You relied on him when you were desperate and look where that got you both—trapped in a marriage that should never have happened.

‘I think you should go.’ Imogen wasn’t aware of formulating the words but suddenly they were emerging from her mouth.

‘Pardon?’

‘Look at the hours you work.’ He might be meticulous about joining her for meals but he was usually back at work in the evening. When did he get time off? He’d made time in Paris but now his business seemed to consume most of his waking hours. That and being on hand for her.

‘That’s because I’ve got deadlines.’

‘Can’t they be put back a few days? Long enough for a short break?’ She watched his eyes narrow on the coffee cup he twisted with one hand. ‘Surely nothing will go wrong if you take a weekend off? What are two days?’

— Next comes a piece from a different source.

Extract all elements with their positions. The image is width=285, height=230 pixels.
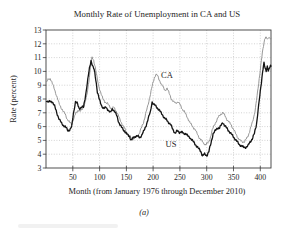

Besides, it would do her good to have a few days alone. She had a lot of thinking to do. After months getting used to the idea of dying, she had to get her head around the notion of living.

Then there was this situation they were in—man and wife in a marriage that now had no built-in end date. Marriage to a man who was protective and caring but no longer desired her.

‘You should go,’ she urged, her constricting throat making her voice husky.

‘Two days,’ he mused, frowning. ‘I admit, it’s tempting.’

* * *

Two days turned into four. In fact, it would be five by the time he returned. Tonight was his fourth night away.

After the freedom of the mountains, the thrill of pitting himself against the elements on some of the region’s most treacherous climbs, Thierry had been only too ready to agree when his friends had suggested an extra night at the resort before returning to his normal life.

Yet maybe he was getting too old for this. The hot shower tonight had been bliss on his sorely tried body. He couldn’t remember feeling this level of weariness after a few days’ climbing. Or maybe he felt out of sorts because he still grappled with the bizarre soap-opera storyline his life had become.

He swirled his cognac, inhaling its rich aroma, then knocked it back in one. The shot of heat to his belly was satisfyingly definite, unlike so much in his life now. He looked up, ignoring the party going on around him, and caught the bartender’s eye, gesturing for another.

Thierry rolled his shoulders but couldn’t shift the tension that had settled there. The sense of being weighed down. But worse was the roiling morass of feelings.

Thierry grimaced. His life had been simple and perfect. Yes, he’d had a little heartbreak in his youth but that had merely left him able to play the field, enjoying freedom in the bedroom as well as in his sports. Even the yoke of the family business hadn’t taken that away from him. He’d shouldered massive burdens but he was close to freeing himself of that.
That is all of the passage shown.